FeaturedHome PageNewsSpotlight

Fat Shaming Has No Place in Hollywood Anymore

At a time when Hollywood is attempting to promote socially appropriate images and becoming politically correct, it is still common to hear audiences laughing when an overweight person pops up on the screen.

Fat shaming continues to be demeaning on and off the screen, in Hollywood and elsewhere.

Various movie genres traditionally use physical appearance as a means to engage the audience, using height, race or weight imbalances to boost the entertainment factor.

In the article “Tyler Perry, Spike Lee and Negative Media Imagery”, published in Psychology Today, Melody T. McCloud criticizes several film makers for their excessive use of stereotypes in their films. “Sometimes people are not laughing with you, but at you” McCloud said.

“These movies can demote a person’s psychological status and lead a person to get a darker vision of what they are living,” Professor of Practice at the Department of Journalism and Mass Communication, Mervat Abou Oaf told The Caravan.

There are various ways other than mockery to make things funny but using weight as a material in movies is insensitive against people’s feelings, Abou Oaf added.

A great example of a movie that tried to use fat shaming to invoke laughter, was the movie Norbit.

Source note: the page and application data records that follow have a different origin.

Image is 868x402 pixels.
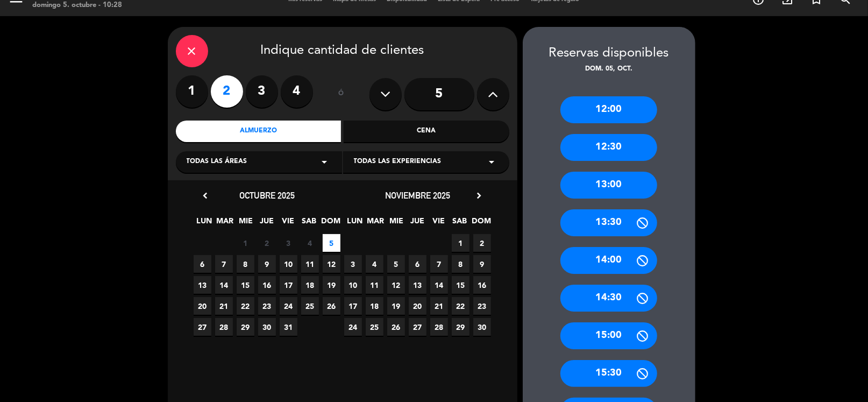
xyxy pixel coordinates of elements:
[321,214,339,232] span: DOM
[354,156,441,167] span: Todas las experiencias
[280,255,297,273] span: 10
[431,276,448,293] span: 14
[301,276,319,293] span: 18
[474,318,491,335] span: 30
[409,296,427,315] span: 20
[366,296,384,315] span: 18
[196,214,213,232] span: LUN
[366,318,384,335] span: 25
[279,214,297,232] span: VIE
[388,296,405,315] span: 19
[344,255,362,273] span: 3
[523,64,696,74] div: dom. 05, oct.
[345,214,364,232] span: LUN
[237,255,254,273] span: 8
[452,276,470,293] span: 15
[324,75,359,112] div: ó
[240,190,295,201] span: octubre 2025
[561,171,658,199] div: 13:00
[258,276,276,293] span: 16
[452,318,470,335] span: 29
[485,156,499,168] i: arrow_drop_down
[237,276,254,293] span: 15
[187,156,248,167] span: Todas las áreas
[258,255,276,273] span: 9
[474,234,491,251] span: 2
[431,255,448,273] span: 7
[301,255,319,273] span: 11
[561,322,658,349] div: 15:00
[474,255,491,273] span: 9
[258,318,276,335] span: 30
[176,35,510,67] div: Indique cantidad de clientes
[561,285,658,311] div: 14:30
[561,134,658,160] div: 12:30
[281,75,313,108] label: 4
[258,214,276,232] span: JUE
[237,214,255,232] span: MIE
[194,276,211,293] span: 13
[431,318,448,335] span: 28
[474,190,485,201] i: chevron_right
[194,255,211,273] span: 6
[194,318,211,335] span: 27
[366,255,384,273] span: 4
[246,75,278,108] label: 3
[258,234,276,251] span: 2
[431,296,448,315] span: 21
[280,318,297,335] span: 31
[388,255,405,273] span: 5
[176,75,208,108] label: 1
[386,190,450,201] span: noviembre 2025
[186,45,199,58] i: close
[474,276,491,293] span: 16
[176,120,342,142] div: Almuerzo
[215,296,233,315] span: 21
[301,296,319,315] span: 25
[344,276,362,293] span: 10
[237,234,254,251] span: 1
[561,360,658,386] div: 15:30
[200,190,211,201] i: chevron_left
[561,96,658,123] div: 12:00
[301,234,319,251] span: 4
[215,255,233,273] span: 7
[388,318,405,335] span: 26
[388,214,405,232] span: MIE
[388,276,405,293] span: 12
[318,156,332,168] i: arrow_drop_down
[452,234,470,251] span: 1
[215,276,233,293] span: 14
[409,255,427,273] span: 6
[280,276,297,293] span: 17
[430,214,447,232] span: VIE
[280,234,297,251] span: 3
[366,276,384,293] span: 11
[409,214,427,232] span: JUE
[344,296,362,315] span: 17
[409,276,427,293] span: 13
[344,318,362,335] span: 24
[237,296,254,315] span: 22
[523,43,696,64] div: Reservas disponibles
[452,255,470,273] span: 8
[323,296,341,315] span: 26
[194,296,211,315] span: 20
[237,318,254,335] span: 29
[300,214,318,232] span: SAB
[409,318,427,335] span: 27
[472,214,489,232] span: DOM
[452,296,470,315] span: 22
[474,296,491,315] span: 23
[343,120,510,142] div: Cena
[323,276,341,293] span: 19
[561,209,658,236] div: 13:30
[210,75,243,108] label: 2
[258,296,276,315] span: 23
[216,214,234,232] span: MAR
[280,296,297,315] span: 24
[451,214,469,232] span: SAB
[367,214,385,232] span: MAR
[561,246,658,274] div: 14:00
[323,234,341,251] span: 5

The movie’s poster shows actor Eddie Murphy under his overweight wife, with the caption “Have you ever made a really big mistake?”.

The “really big mistake” can actually be watching the movie which scored 9% on Rotten Tomatoes, a website for critical reviews of films and content. To some people, it could be funny when the trailer says “Meet a nice guy… With a huge problem”, but to others, it may be flat out bullying.

Eddie Murphy played another “fat| role in the movie Nutty Professor where he was an overweight professor with a big heart, and he took a chemical to become slim.

But his thin alter ego is considered a jerk by everyone he comes into contact with.

But the danger here is the message that fat people are not accepted and have to resort to chemicals in order to be of a physical norm visually and psychologically comforting to the audience.

But it is the 2001 comedy Shallow Hal which is guilty of the most despicable forms of mockery against overweight people while it still tries to keep up a pretense of positivity and progressiveness.

Gwyneth Paltrow was heavily criticized for wearing a fat suit as it was offensive to many people, and many people viewed it as fat shaming.

The movie portrays two friends, Hal played by Jack Black and Mauricio played by Jason Alexander, who seem to be petty enough to only be attracted to women with utter physical perfection from their perspective.

The movie gives an insight into what it’s like to see people for who they are on the inside instead of allowing their appearance to be the first and only factor. Black gets hypnotized and that’s when he sees Rosemary (Paltrow), who is an oversized woman, as “ideal”.   

Shallow Hal used a lot of stereotypical comments to ridicule obesity, such as “is she behind the rhino?” in a scene where Hal was introducing the girl he likes to Mauricio.

When Rosemary jumps in the pool, all the water splashes out, and a kid lands on a tree.

This is not a sci-fi movie; there is no reason to exaggerate actions to produce good content. The films encourage people to laugh at the difficulties people face due to their weight, which is a direct form of bullying that is employed for lack of artistic and creative content.

This restricts the vision of the audience from seeing that there’s more to them than what they see on the screen, McCloud stated.

It’s also dangerous, Psychology Today says, because Hollywood ends up perpetuating some of the schoolyard bullying targeting overweight children who aren’t motivated to lose weight but instead fall prey to eating disorders, depression and in some cases, suicide.

Another example that promotes the concept of “being thin is being beautiful” is a movie meant to be for children, who are formulating their perceptions on what is considered ideal. Red Shoes and the 7 Dwarfs is an animated movie showing an oversized Snow White.

There was a billboard sponsoring the movie, which included two versions of Snow White. The thin one was standing tall in her magical red shoes that helped into her transformation, however, the plus-sized version of her was placed next to the text: “What if Snow White was no longer beautiful and the Seven Dwarfs not so short?”.

But Hollywood does have its moments raising the banner for people with mental and physical differences

The latest frenzy with superhero movies implicitly tries to encourage acceptance to people’s differences. This is particularly visible in the late Stan Lee’s comic book series X-Men which earned billions at the box office..

By creating superheroes and making them use their differences to help save the world, many people started to change their ideologies and even wish to be different.